Rare 6ft shark washed up then decapitated on Hampshire beach

A rare 6ft-long smalltooth sand tiger shark washed up on Lepe Beach.
The smalltooth sand tiger shark on Lepe beach. Photograph: Solent News & Photo Agency

An appeal has been launched to recover the head of a rare smalltooth sand tiger shark after the fish was washed up on a Hampshire beach.

The 2 metre (6ft) long shark was initially found on Lepe beach on Friday.

Dan Snow, the historian, was enlisted to secure and examine the creature. However, before he arrived, the head, tail and fin had been cut off and taken.

Alisha Openshaw, 38, thought she had rescued the large shark when she spotted it in the shallows of her local beach and dragged it into deeper waters.

Although she watched it swim away, the shark – which is of a species classified as vulnerable and rarely spotted – was subsequently found dead on the shore.

Snow, 44, said: “I was in London for Mother’s Day, I was going to see the show Six.

“I saw on Twitter that this shark had washed up on my local beach, and I posted something funny about it. Then I suddenly got all these messages coming in from my scientist friends saying this is incredibly unusual.

“They told me: ‘You’ve got to try and secure it for science, it’s really special.’”
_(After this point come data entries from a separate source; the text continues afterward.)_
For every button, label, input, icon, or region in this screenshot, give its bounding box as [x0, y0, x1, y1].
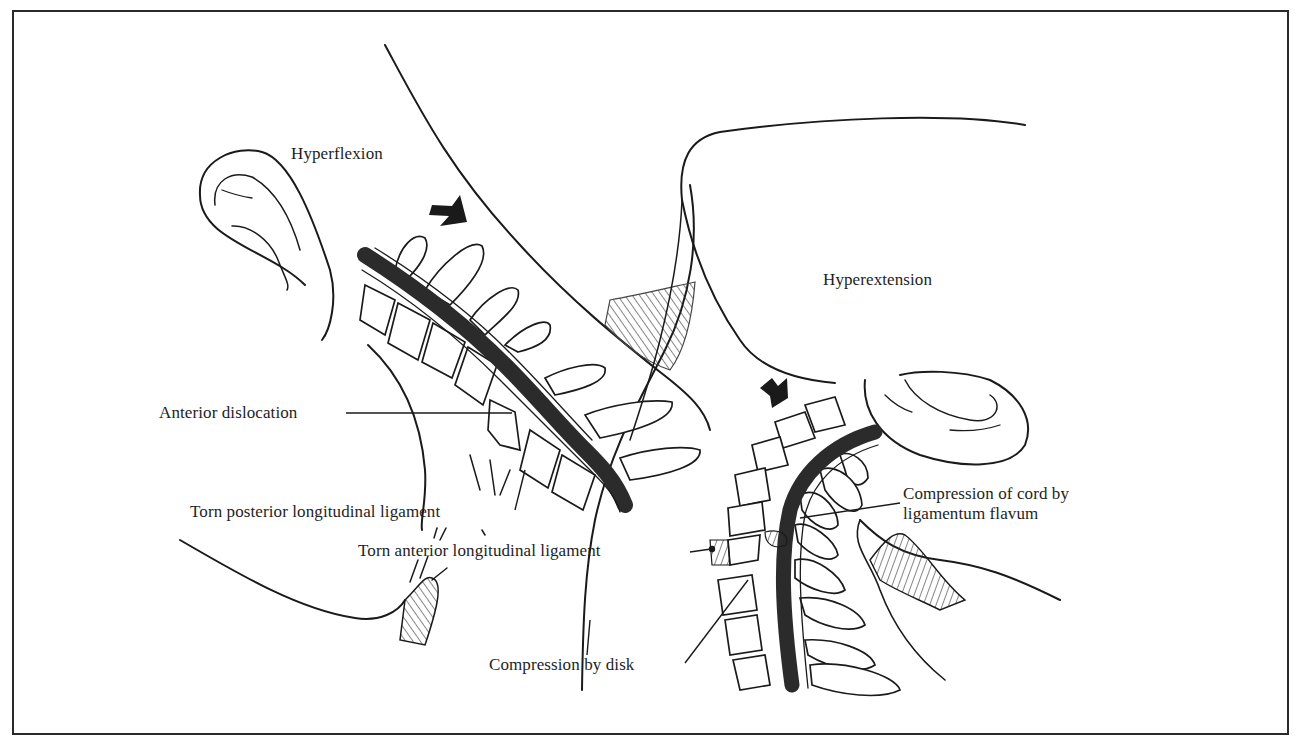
label-compression-by-disk: Compression by disk [489, 655, 634, 675]
label-compression-cord-line2: ligamentum flavum [903, 504, 1038, 524]
leader-torn-anterior [690, 549, 711, 552]
label-torn-posterior-ligament: Torn posterior longitudinal ligament [190, 502, 440, 522]
spine-injury-illustration [0, 0, 1298, 744]
back-of-head-outline [385, 45, 710, 430]
hyperextension-title: Hyperextension [823, 270, 932, 290]
right-ear-icon [865, 372, 1028, 465]
label-anterior-dislocation: Anterior dislocation [159, 403, 297, 423]
force-arrow-icon [429, 195, 467, 226]
left-ear-icon [200, 150, 333, 340]
leader-torn-posterior [515, 470, 525, 510]
label-compression-cord-line1: Compression of cord by [903, 484, 1069, 504]
head-outline [681, 118, 1025, 383]
hyperextension-figure [630, 118, 1060, 696]
label-torn-anterior-ligament: Torn anterior longitudinal ligament [358, 541, 601, 561]
hyperflexion-figure [180, 45, 710, 690]
leader-compression-disk-a [587, 620, 590, 655]
force-arrow-icon-right [760, 378, 788, 408]
hyperflexion-title: Hyperflexion [291, 144, 383, 164]
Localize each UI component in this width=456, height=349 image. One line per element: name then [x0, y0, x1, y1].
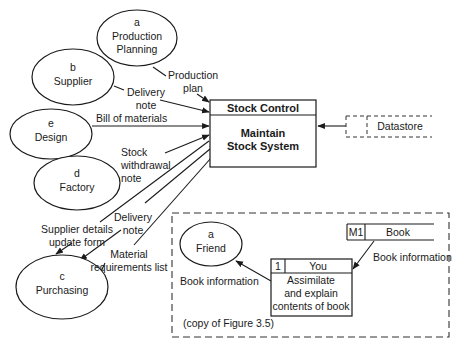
inset-flow-right [353, 241, 374, 269]
flow-label-delivery-note-2: Deliverynote [114, 211, 153, 236]
entity-label: Purchasing [36, 284, 89, 296]
entity-letter: e [48, 117, 54, 129]
entity-design[interactable]: e Design [10, 109, 92, 159]
process-line-2: and explain [284, 287, 338, 299]
flow-label-stock-withdrawal: Stockwithdrawalnote [120, 146, 171, 184]
datastore-id: M1 [349, 226, 364, 238]
entity-letter: c [59, 270, 64, 282]
flow-label-supplier-details: Supplier detailsupdate form [41, 223, 113, 248]
process-title: Maintain [241, 127, 286, 139]
process-stock-control[interactable]: Stock Control Maintain Stock System [210, 100, 316, 167]
entity-label: Factory [59, 181, 95, 193]
flow-label-delivery-note-1: Deliverynote [127, 86, 166, 111]
datastore-label: Datastore [377, 120, 423, 132]
process-line-1: Assimilate [287, 274, 335, 286]
inset-flow-label-left: Book information [180, 275, 259, 287]
process-line-3: contents of book [272, 300, 350, 312]
entity-label-2: Planning [117, 43, 158, 55]
entity-label: Design [35, 131, 68, 143]
data-flow-diagram: a Production Planning b Supplier e Desig… [0, 0, 456, 349]
entity-letter: a [208, 228, 214, 240]
flow-label-material-requirements: Materialrequirements list [90, 248, 167, 273]
process-id: 1 [275, 260, 281, 272]
inset-entity-friend[interactable]: a Friend [180, 222, 242, 266]
entity-label: Supplier [54, 75, 93, 87]
datastore-label: Book [386, 226, 411, 238]
process-header: You [309, 260, 327, 272]
process-title-2: Stock System [227, 140, 299, 152]
flow-label-bill-of-materials: Bill of materials [96, 112, 167, 124]
entity-letter: b [70, 61, 76, 73]
entity-factory[interactable]: d Factory [34, 156, 120, 210]
entity-supplier[interactable]: b Supplier [32, 49, 114, 105]
inset-flow-label-right: Book information [373, 251, 452, 263]
flow-label-production-plan: Productionplan [168, 69, 218, 94]
datastore[interactable]: Datastore [346, 116, 432, 137]
entity-letter: d [74, 167, 80, 179]
entity-label: Friend [196, 242, 226, 254]
entity-letter: a [134, 16, 140, 28]
inset-figure: a Friend Book information 1 You Assimila… [172, 213, 452, 337]
entity-production-planning[interactable]: a Production Planning [97, 10, 177, 66]
entity-label: Production [112, 30, 162, 42]
process-header: Stock Control [227, 102, 299, 114]
inset-caption: (copy of Figure 3.5) [183, 317, 274, 329]
inset-datastore-book[interactable]: M1 Book [347, 224, 434, 240]
inset-process-you[interactable]: 1 You Assimilate and explain contents of… [271, 259, 352, 316]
Snow added that due to the train strike, he relied on lifts from people and taxis to reach the beach.

He said he put the remainder of the corpse in a local farmer’s fridge, where it will be stored until someone from the Zoological Society of London arrives on Tuesday to collect it.

On Sunday morning, Snow put out an impassioned plea on Twitter for the head to be returned.
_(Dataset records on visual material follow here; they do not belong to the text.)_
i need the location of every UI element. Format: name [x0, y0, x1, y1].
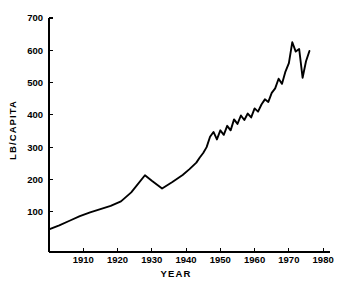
y-tick-label-100: 100 [27, 206, 43, 217]
x-axis-title: YEAR [161, 268, 192, 279]
data-series-line [49, 42, 309, 229]
line-chart: 100200300400500600700 191019201930194019… [0, 0, 346, 290]
x-tick-label-1970: 1970 [278, 254, 299, 265]
x-tick-label-1910: 1910 [73, 254, 94, 265]
y-tick-label-600: 600 [27, 45, 43, 56]
x-tick-label-1960: 1960 [244, 254, 265, 265]
y-tick-label-200: 200 [27, 174, 43, 185]
x-tick-label-1980: 1980 [313, 254, 334, 265]
x-tick-label-1920: 1920 [107, 254, 128, 265]
x-axis-tick-labels: 19101920193019401950196019701980 [73, 254, 334, 265]
plot-area: 100200300400500600700 191019201930194019… [7, 12, 334, 279]
y-tick-label-400: 400 [27, 109, 43, 120]
y-axis-tick-labels: 100200300400500600700 [27, 12, 43, 217]
y-tick-label-300: 300 [27, 142, 43, 153]
x-tick-label-1930: 1930 [141, 254, 162, 265]
x-tick-label-1950: 1950 [210, 254, 231, 265]
y-axis-title: LB/CAPITA [7, 100, 18, 160]
y-tick-label-500: 500 [27, 77, 43, 88]
chart-container: 100200300400500600700 191019201930194019… [0, 0, 346, 290]
y-tick-label-700: 700 [27, 12, 43, 23]
x-tick-label-1940: 1940 [176, 254, 197, 265]
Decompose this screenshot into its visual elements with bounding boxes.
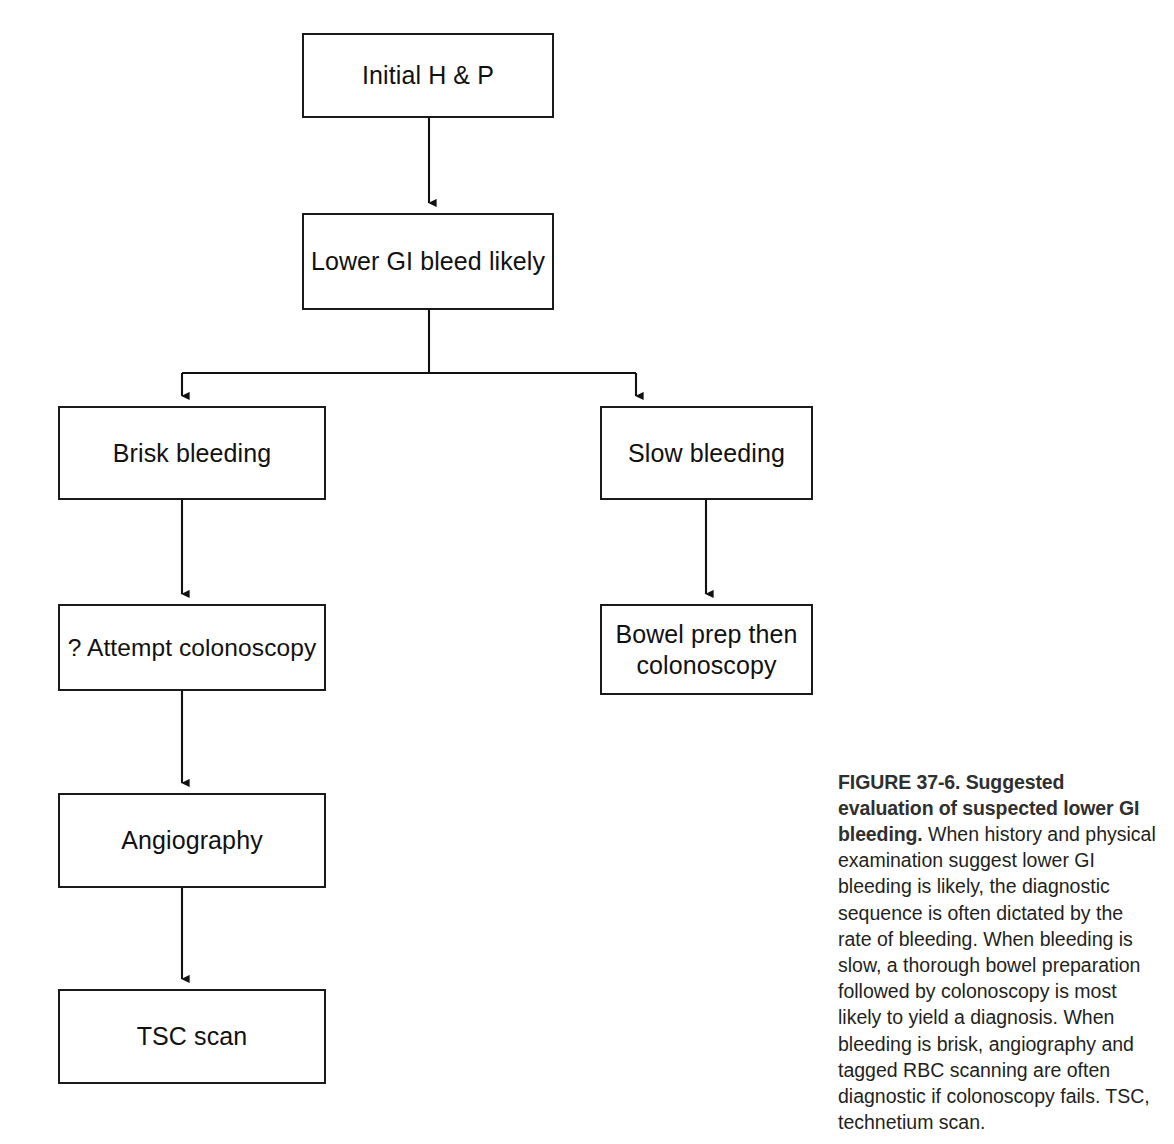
flow-node-label: Lower GI bleed likely	[311, 246, 545, 277]
flow-node-label: Bowel prep then colonoscopy	[615, 619, 797, 680]
flow-node-tsc-scan: TSC scan	[58, 989, 326, 1084]
figure-container: Initial H & P Lower GI bleed likely Bris…	[0, 0, 1174, 1144]
flow-node-lower-gi-bleed-likely: Lower GI bleed likely	[302, 213, 554, 310]
flow-node-slow-bleeding: Slow bleeding	[600, 406, 813, 500]
flow-node-label: ? Attempt colonoscopy	[68, 633, 317, 663]
flow-node-label: Slow bleeding	[628, 438, 785, 469]
flow-node-label: Initial H & P	[362, 60, 494, 91]
flow-node-label: Brisk bleeding	[113, 438, 271, 469]
flow-node-bowel-prep-colonoscopy: Bowel prep then colonoscopy	[600, 604, 813, 695]
figure-caption: FIGURE 37-6. Suggested evaluation of sus…	[838, 769, 1162, 1136]
figure-caption-body: When history and physical examination su…	[838, 823, 1156, 1133]
flow-node-attempt-colonoscopy: ? Attempt colonoscopy	[58, 604, 326, 691]
flow-node-label: TSC scan	[137, 1021, 248, 1052]
flow-node-angiography: Angiography	[58, 793, 326, 888]
flow-node-brisk-bleeding: Brisk bleeding	[58, 406, 326, 500]
flow-node-label: Angiography	[121, 825, 262, 856]
flow-node-initial-hp: Initial H & P	[302, 33, 554, 118]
He tweeted: “Biologist friends like @Ben_garrod identified it as an exceptionally rare visitor to these shores and asked me to secure it.

“I failed. The head, tail and fin were grabbed before I assembled a big enough team to drag it off the beach to the nearest road. We went to secure the shark for science last night. But we were too late!

“Please, please – if you have the head get in touch. The scientists want to have a look at it, and then it’s yours to keep.”

The deepwater shark is known to be non-aggressive towards humans but normally frequents warmer waters than the UK coasts.

The strictly protected species can grow to 4 metres in length and weigh up to 289kg. According to the International Union for Conservation of Nature, there are estimated to be fewer than 250 remaining.

Openshaw, a hairdresser from Dibden Purlieu in Hampshire, was on the beach with her children when she spotted the creature.

She said: “He was splashing around the water around the start, and I got worried that nobody was going to help him.

“At first I wasn’t sure what it could be, but once I got there I could definitely see it was a shark.

“It must have been there for a good two hours, and I just can’t believe nobody tried to help him. I don’t want any animal to suffer, I can’t even kill a fly myself, and I know I just wanted to save him.”